February 2019: Peter Norden with Deakin Chancellor Mr John Stanhope AM and Vice Chancellor Professor Jane den Hollander AO
The Professor Tony Vinson Memorial Lecture
Delivered by Professor Peter Norden AO
University of New South Wales, September 2018
1) ABC Radio National ‘Big Ideas’ Podcast of the lecture (click here)
2) Script of the lecture presented by Peter Norden on the evening (click here)
KNOCK KNOCK! COALITION’S PLAN FOR WARRANTLESS HOUSE SEARCHES
"It’s only 5 days until the NSW state election comes to a head, and both parties are still announcing policies to try and sway voters to their side. The Coalition on Sunday announced a new trial, giving police the power to search houses are cars of convicted drug dealers without a warrant.

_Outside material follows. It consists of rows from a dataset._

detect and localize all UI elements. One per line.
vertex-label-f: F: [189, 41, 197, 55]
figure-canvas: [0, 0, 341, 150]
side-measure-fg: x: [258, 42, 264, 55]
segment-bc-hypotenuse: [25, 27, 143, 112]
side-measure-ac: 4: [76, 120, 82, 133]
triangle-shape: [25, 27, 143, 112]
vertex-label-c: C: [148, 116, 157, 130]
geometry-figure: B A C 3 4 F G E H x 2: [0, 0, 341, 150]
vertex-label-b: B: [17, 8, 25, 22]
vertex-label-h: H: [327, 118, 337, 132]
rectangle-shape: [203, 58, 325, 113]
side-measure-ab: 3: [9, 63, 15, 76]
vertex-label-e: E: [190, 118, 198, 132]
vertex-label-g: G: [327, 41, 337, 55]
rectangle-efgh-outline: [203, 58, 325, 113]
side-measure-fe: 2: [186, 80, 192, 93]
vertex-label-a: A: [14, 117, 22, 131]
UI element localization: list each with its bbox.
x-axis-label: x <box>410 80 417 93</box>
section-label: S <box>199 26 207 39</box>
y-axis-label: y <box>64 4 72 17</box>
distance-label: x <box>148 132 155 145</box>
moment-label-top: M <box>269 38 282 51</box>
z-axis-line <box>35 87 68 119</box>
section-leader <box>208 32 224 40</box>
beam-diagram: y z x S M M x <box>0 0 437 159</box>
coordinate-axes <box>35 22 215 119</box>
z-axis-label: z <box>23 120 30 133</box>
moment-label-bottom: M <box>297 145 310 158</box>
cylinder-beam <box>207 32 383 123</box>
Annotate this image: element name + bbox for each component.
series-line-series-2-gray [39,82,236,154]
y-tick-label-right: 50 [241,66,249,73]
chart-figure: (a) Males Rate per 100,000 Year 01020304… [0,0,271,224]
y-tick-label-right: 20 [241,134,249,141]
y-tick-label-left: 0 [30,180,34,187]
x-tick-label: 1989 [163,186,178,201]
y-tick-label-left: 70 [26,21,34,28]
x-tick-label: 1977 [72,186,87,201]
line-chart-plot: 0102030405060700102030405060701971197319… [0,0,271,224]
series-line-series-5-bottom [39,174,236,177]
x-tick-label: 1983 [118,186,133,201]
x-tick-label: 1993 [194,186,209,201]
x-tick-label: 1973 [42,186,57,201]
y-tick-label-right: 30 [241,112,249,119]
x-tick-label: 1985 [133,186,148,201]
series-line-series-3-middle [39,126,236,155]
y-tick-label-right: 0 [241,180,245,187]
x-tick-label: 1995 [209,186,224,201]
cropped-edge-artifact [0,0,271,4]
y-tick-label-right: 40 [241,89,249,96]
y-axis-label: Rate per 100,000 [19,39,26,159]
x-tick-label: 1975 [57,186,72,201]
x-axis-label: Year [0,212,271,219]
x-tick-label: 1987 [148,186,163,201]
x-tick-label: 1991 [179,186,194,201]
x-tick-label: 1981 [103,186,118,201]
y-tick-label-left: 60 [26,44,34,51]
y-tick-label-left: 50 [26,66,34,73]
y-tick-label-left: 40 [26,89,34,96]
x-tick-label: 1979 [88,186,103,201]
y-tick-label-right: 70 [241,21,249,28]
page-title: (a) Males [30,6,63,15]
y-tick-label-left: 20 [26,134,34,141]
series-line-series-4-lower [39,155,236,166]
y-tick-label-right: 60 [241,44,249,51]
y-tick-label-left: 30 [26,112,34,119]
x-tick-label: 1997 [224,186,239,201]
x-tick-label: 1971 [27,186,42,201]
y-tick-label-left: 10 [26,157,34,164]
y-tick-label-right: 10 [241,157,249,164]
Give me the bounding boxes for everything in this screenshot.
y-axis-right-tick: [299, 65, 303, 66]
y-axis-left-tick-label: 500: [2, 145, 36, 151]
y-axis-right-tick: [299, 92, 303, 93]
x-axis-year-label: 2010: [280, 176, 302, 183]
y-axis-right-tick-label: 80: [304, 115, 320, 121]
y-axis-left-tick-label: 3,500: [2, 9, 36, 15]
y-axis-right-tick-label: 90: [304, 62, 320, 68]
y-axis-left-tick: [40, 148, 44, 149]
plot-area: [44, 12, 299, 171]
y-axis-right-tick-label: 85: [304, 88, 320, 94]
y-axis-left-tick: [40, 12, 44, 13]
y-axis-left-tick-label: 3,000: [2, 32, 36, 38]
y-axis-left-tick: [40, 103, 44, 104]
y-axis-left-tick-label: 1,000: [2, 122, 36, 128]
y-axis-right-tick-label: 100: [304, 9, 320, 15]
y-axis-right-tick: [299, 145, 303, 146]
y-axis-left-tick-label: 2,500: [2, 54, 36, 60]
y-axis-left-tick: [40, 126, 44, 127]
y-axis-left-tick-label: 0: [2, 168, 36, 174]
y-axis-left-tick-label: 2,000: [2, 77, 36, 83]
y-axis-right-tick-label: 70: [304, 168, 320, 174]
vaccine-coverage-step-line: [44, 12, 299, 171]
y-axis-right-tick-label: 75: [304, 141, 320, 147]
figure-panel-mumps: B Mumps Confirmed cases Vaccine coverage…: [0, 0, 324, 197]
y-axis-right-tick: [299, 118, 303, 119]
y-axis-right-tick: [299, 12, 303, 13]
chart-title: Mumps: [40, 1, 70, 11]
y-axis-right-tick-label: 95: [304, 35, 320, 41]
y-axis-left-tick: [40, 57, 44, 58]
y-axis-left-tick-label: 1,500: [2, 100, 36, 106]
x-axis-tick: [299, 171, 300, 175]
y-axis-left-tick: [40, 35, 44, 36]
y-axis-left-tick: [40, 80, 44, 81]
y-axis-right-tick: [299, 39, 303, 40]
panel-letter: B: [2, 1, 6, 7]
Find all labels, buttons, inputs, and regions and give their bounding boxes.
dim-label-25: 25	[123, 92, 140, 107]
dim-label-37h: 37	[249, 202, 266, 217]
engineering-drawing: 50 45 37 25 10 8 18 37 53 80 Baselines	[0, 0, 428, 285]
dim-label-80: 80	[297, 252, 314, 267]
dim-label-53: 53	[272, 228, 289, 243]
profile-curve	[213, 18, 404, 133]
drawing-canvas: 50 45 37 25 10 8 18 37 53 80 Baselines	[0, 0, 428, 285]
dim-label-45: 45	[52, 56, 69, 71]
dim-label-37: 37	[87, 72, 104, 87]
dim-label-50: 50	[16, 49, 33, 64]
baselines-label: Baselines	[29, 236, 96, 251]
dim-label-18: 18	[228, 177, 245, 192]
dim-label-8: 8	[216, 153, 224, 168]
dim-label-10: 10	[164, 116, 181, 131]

Premier Berejiklian, alongside Police Minister Troy Grant, said these powers could be enacted on anyone who had been convicted of a serious drug offence within the past 10 years.
But are these new laws going too far?"
http://thewire.org.au/story/knock-knock-coalitions-plan-for-warrantless-house-searches/
Five new members appointed to the ABC Advisory Council in 2018
Peter Norden appointed an Honorary Fellow in the School of Humanities and Social Sciences at Deakin University
Wheeler Centre forum, 30th November 2017.
Marriage Act Amendment!
Peter Norden is now available to conduct ‘same sex marriages’ following the recent legislative changes in Australia.
Detailed information can be obtained on his new website:
Crime Prevention, not 'law & order'!
"The Brosnan Centre: from Community Service to Social Action" (January 2017)
(reflections on 40 years since Peter Norden founded The Brosnan Centre and Jesuit Social Services in 1977)
"Safe and Inclusive Learning Communities" (December 2016)
(a national consultation report completed by Peter Norden for Edmund Rice Education Australia in supporting sexual and gender diversity in its 53 schools across Australia)
Peter was appointed a "Fellow" of the Australian and New Zealand Society of Criminology in recognition of his contribution to the field of criminology over a period of 40 years. This award was presented at the Annual Conference of the Society in Hobart in December 2016
For the 5th year in a row, Peter was acknowledged as on of RMIT's top media performers.
The June 2016 edition of the Australian Journal of Human Rights (22.1) contains an article by Peter Norden, entitled: Not So Straight.
The article discusses the discrimination that currently operates in many Catholic secondary schools across Australia in relation to same sex attracted students.
The article (click here) addresses important issues of human rights affecting GLBTI students enrolled at Catholic secondary schools across the country, about one in five of all secondary students in Australia.
Peter was reappointed as a Board Member of the Victorian Department of Education and Training Disciplinary Appeals Board, for a further period of three years.